If the model produces code that does not compile, paste the exact error text into the conversation. The model parses errors much better than it parses descriptions of errors. If a conversation has drifted into a stuck place, start a fresh session; the same question sometimes gets a better answer from a new transcript.
Making a new shader
Once you want your own work rather than edits to someone else's, you'll make a new shader. Three small edits, always in the same order.
- Copy an existing shader. In
src/shaders/<section>/, duplicate the.glslfile that's closest to what you want. Rename it. - Register it in the entry JS. Open
src/<section>.js. Add animportfor your new file near the top, and add it to the shaders registry below. - Add a button. Open
<section>/index.html. Copy one of the existing<button data-piece="...">lines and change the name.
Save all three. Refresh the page. Your new shader appears in the button bar. Every shader in the project was made this way.
Your own fork
When the work is yours, it should live in your repository, not in the one you cloned.
- Fork the shader-playground repo on GitHub. GitHub will give you a URL for your copy.
- Point your local clone at your fork. In the terminal, inside your
shader-playgrounddirectory:git remote set-url origin https://github.com/YOUR_USER/shader-playground.git - Commit your changes with a short message:
git add . git commit -m "added a radial pulse shader" - Push to your fork:
git push
Your work now lives on GitHub.

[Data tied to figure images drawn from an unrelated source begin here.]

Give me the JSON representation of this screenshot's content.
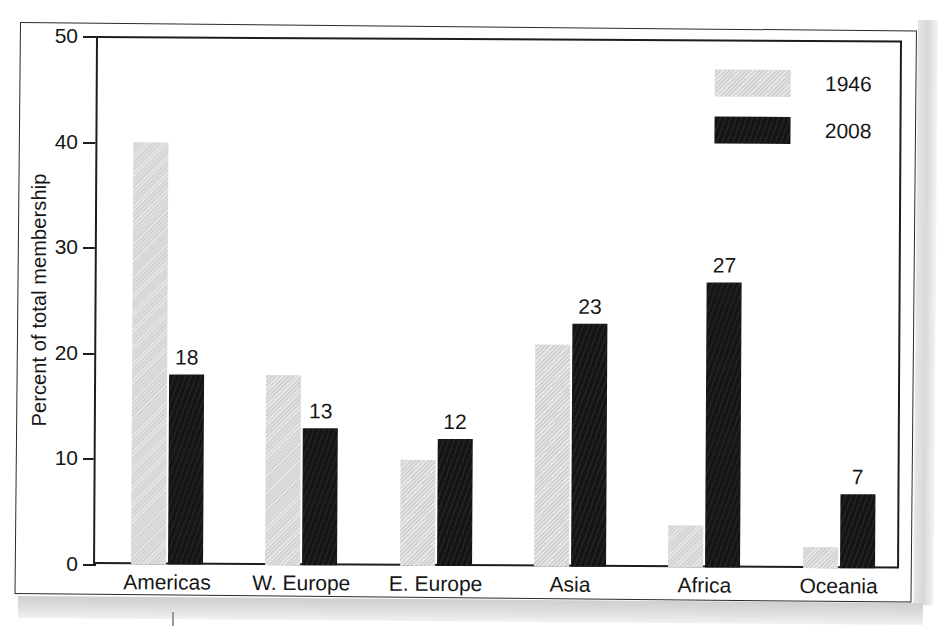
{
  "figure": {
    "y_axis_title": "Percent of total membership",
    "y_ticks": [
      "0",
      "10",
      "20",
      "30",
      "40",
      "50"
    ]
  },
  "legend": {
    "position": "top-right",
    "entries": [
      {
        "label": "1946",
        "swatch": "light-gray-hatched",
        "color": "#d3d3d3"
      },
      {
        "label": "2008",
        "swatch": "black",
        "color": "#141414"
      }
    ]
  },
  "chart_data": {
    "type": "bar",
    "title": "",
    "subtitle": "",
    "xlabel": "",
    "ylabel": "Percent of total membership",
    "ylim": [
      0,
      50
    ],
    "yticks": [
      0,
      10,
      20,
      30,
      40,
      50
    ],
    "grid": false,
    "legend_position": "top-right",
    "categories": [
      "Americas",
      "W. Europe",
      "E. Europe",
      "Asia",
      "Africa",
      "Oceania"
    ],
    "series": [
      {
        "name": "1946",
        "color": "#d3d3d3",
        "values": [
          40,
          18,
          10,
          21,
          4,
          2
        ],
        "data_labels": [
          "",
          "",
          "",
          "",
          "",
          ""
        ]
      },
      {
        "name": "2008",
        "color": "#141414",
        "values": [
          18,
          13,
          12,
          23,
          27,
          7
        ],
        "data_labels": [
          "18",
          "13",
          "12",
          "23",
          "27",
          "7"
        ]
      }
    ],
    "annotations": []
  }
}
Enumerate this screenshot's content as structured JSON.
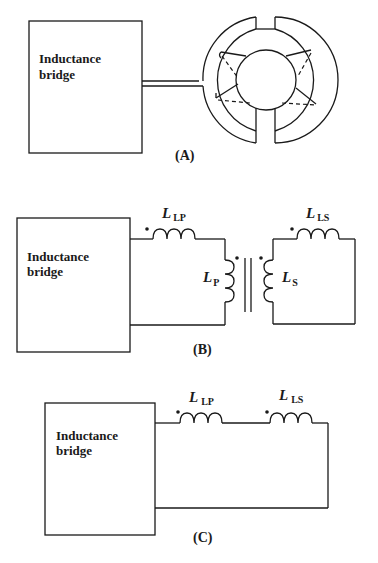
{
  "figure": {
    "panels": [
      {
        "id": "A",
        "label": "(A)",
        "bridge_label_line1": "Inductance",
        "bridge_label_line2": "bridge",
        "description": "Inductance bridge connected via twin lead to a split-ring coil setup"
      },
      {
        "id": "B",
        "label": "(B)",
        "bridge_label_line1": "Inductance",
        "bridge_label_line2": "bridge",
        "components": [
          {
            "symbol": "L",
            "subscript": "LP",
            "role": "primary leakage inductance"
          },
          {
            "symbol": "L",
            "subscript": "P",
            "role": "primary inductance"
          },
          {
            "symbol": "L",
            "subscript": "S",
            "role": "secondary inductance"
          },
          {
            "symbol": "L",
            "subscript": "LS",
            "role": "secondary leakage inductance"
          }
        ]
      },
      {
        "id": "C",
        "label": "(C)",
        "bridge_label_line1": "Inductance",
        "bridge_label_line2": "bridge",
        "components": [
          {
            "symbol": "L",
            "subscript": "LP",
            "role": "primary leakage inductance"
          },
          {
            "symbol": "L",
            "subscript": "LS",
            "role": "secondary leakage inductance"
          }
        ]
      }
    ]
  },
  "colors": {
    "line": "#1a1a1a",
    "background": "#ffffff"
  }
}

The next time you sit down at a lab machine, you clone your fork instead of mine. Everything you made comes back.
Between classes
If the setup stages feel repetitive, that is the trade you make for working on a different machine every day. Most students settle into the rhythm within two or three class meetings. When a step fails, paste the exact terminal output into your language model and say which step you were on — you'll usually be unstuck in a few minutes.